Wood made his comments before a Senate Energy and Natural Resources Committee hearing looking at electricity infrastructure issues.
Wood said that when it comes to assuring reasonable recovery to infrastructure investors, “that’s easier to guarantee on the regulated side, i.e., the pipelines and the transmission line side, than it is on the competitive side, which is the gas production, the power plants in particular.” He also noted that FERC is seeing the emergence of more at-risk transmission projects.
“I think the most important thing missing from the picture today that would be needed to ensure a reasonable recovery of investment in the competitive part, i.e. the gas production and power production segment, would be some steady and relatively dependable rules of the road,” he told the Senate hearing.

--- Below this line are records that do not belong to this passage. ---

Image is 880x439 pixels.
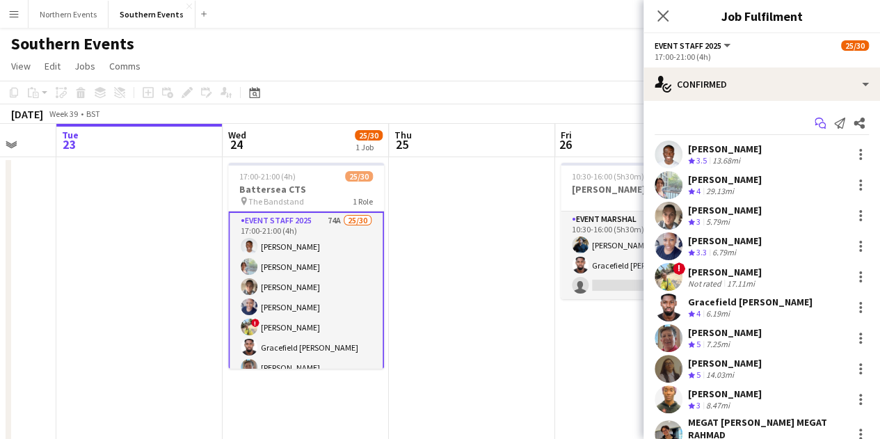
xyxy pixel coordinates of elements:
[673,262,685,275] span: !
[572,171,644,182] span: 10:30-16:00 (5h30m)
[688,235,762,247] div: [PERSON_NAME]
[69,57,101,75] a: Jobs
[11,33,134,54] h1: Southern Events
[688,388,762,400] div: [PERSON_NAME]
[6,57,36,75] a: View
[655,51,869,62] div: 17:00-21:00 (4h)
[109,1,196,28] button: Southern Events
[688,278,724,289] div: Not rated
[697,400,701,411] span: 3
[104,57,146,75] a: Comms
[655,40,733,51] button: Event Staff 2025
[704,186,737,198] div: 29.13mi
[345,171,373,182] span: 25/30
[688,266,762,278] div: [PERSON_NAME]
[697,186,701,196] span: 4
[39,57,66,75] a: Edit
[688,357,762,369] div: [PERSON_NAME]
[74,60,95,72] span: Jobs
[704,400,733,412] div: 8.47mi
[561,212,717,299] app-card-role: Event Marshal32A2/310:30-16:00 (5h30m)[PERSON_NAME]Gracefield [PERSON_NAME]
[710,247,739,259] div: 6.79mi
[226,136,246,152] span: 24
[704,216,733,228] div: 5.79mi
[724,278,758,289] div: 17.11mi
[697,155,707,166] span: 3.5
[228,183,384,196] h3: Battersea CTS
[356,142,382,152] div: 1 Job
[704,339,733,351] div: 7.25mi
[353,196,373,207] span: 1 Role
[228,163,384,369] app-job-card: 17:00-21:00 (4h)25/30Battersea CTS The Bandstand1 RoleEvent Staff 202574A25/3017:00-21:00 (4h)[PE...
[688,204,762,216] div: [PERSON_NAME]
[841,40,869,51] span: 25/30
[697,308,701,319] span: 4
[239,171,296,182] span: 17:00-21:00 (4h)
[248,196,304,207] span: The Bandstand
[688,143,762,155] div: [PERSON_NAME]
[697,369,701,380] span: 5
[561,163,717,299] app-job-card: 10:30-16:00 (5h30m)2/3[PERSON_NAME] set up1 RoleEvent Marshal32A2/310:30-16:00 (5h30m)[PERSON_NAM...
[561,129,572,141] span: Fri
[697,247,707,257] span: 3.3
[697,216,701,227] span: 3
[688,326,762,339] div: [PERSON_NAME]
[29,1,109,28] button: Northern Events
[45,60,61,72] span: Edit
[644,67,880,101] div: Confirmed
[559,136,572,152] span: 26
[710,155,743,167] div: 13.68mi
[60,136,79,152] span: 23
[11,60,31,72] span: View
[561,183,717,196] h3: [PERSON_NAME] set up
[688,173,762,186] div: [PERSON_NAME]
[86,109,100,119] div: BST
[392,136,412,152] span: 25
[11,107,43,121] div: [DATE]
[704,369,737,381] div: 14.03mi
[655,40,722,51] span: Event Staff 2025
[395,129,412,141] span: Thu
[688,296,813,308] div: Gracefield [PERSON_NAME]
[644,7,880,25] h3: Job Fulfilment
[251,319,260,327] span: !
[46,109,81,119] span: Week 39
[355,130,383,141] span: 25/30
[697,339,701,349] span: 5
[109,60,141,72] span: Comms
[228,129,246,141] span: Wed
[62,129,79,141] span: Tue
[704,308,733,320] div: 6.19mi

“There are no standard rules of the road now. I think we can, by having clear rules, reduce what we call regulatory risk quite a bit and I do hope that that’s what we can achieve by the proposed rulemaking that FERC will put out for comment next week and by the already released proposed rulemaking on hooking up of new power plants in the standard interconnection process.” FERC has placed the SMD NOPR on the agenda for its next regularly scheduled meeting on July 31.
Wood also articulated his hope that SMD gives greater clarity to energy market participants in an exchange he had with Sen. Jon Kyl (R-AZ).
Kyl asked Wood whether he’s concerned that the cumulative impact of a series of FERC-related actions will actually deter development of additional needed generation in the West. Kyl specifically mentioned the possible modification of western power contracts, price caps and broad refund provisions on market-based rate transactions in the West.
“I would definitely say that they do not help the situation,” Wood responded. “I wish I had come to a different state of facts than existed when we came a year ago, but the price caps, the contract hearings and the refunds, all that did emanate from a set of facts in late 2000, early 2001 that I think evinced a broken market or one that was pretty close to being broken that impacted not just Californians, but people across the West.”
The FERC chairman went on to say that “I would have loved to have never been down that path and, quite frankly, a big part of our standard rulemaking that we’re putting out next week is to make sure that we never do go down that path again, but have clear rules up front that tell people up front what their expectations are on both the customer and the supplier side.”
Meanwhile, Sen. Frank Murkowski (R-AK) expressed concerns over the parallel trends seen in certain U.S. power markets of increased demand coupled with a lack of new energy infrastructure being built. “Where’s the light at the end of the tunnel? Or do we even have a tunnel?” asked Murkowski.
“We’re in a tunnel. I would say certainly we’re in a tunnel,” Wood responded. “I think it is a long tunnel and I do think it’s important to understand that a lot of the expectations that underpinned the future for a number of investors in new power plants assumed a less robust market and higher prices than have actually come to bear.
“I think it’s important to remember that there has actually been a lot of power plant construction across the country in the last three to four years. Not everywhere…but by and large, there has been a substantial amount of construction of power plants.” That surplus of power plants “has put significant downward pressure on future prices,” the chairman said.
“I think a lot of the expectations of investors in the current companies that are building power plants is that there would be a shortage in ’03 and ’04 and that the forward prices of power were going to be substantially higher than they are looking to be today,” Wood continued. “Of course, a big part of that has to do with the general economic slowdown in the country and the commensurate reduction of growth in power usage.”
But with an “extra bubble, as we saw in the gas industry after gas got opened up in the ’80s and ’90s, if there’s a big bubble there, prices do stay down. While that benefits customers, it does not help those who want to invest in the future,” Wood said.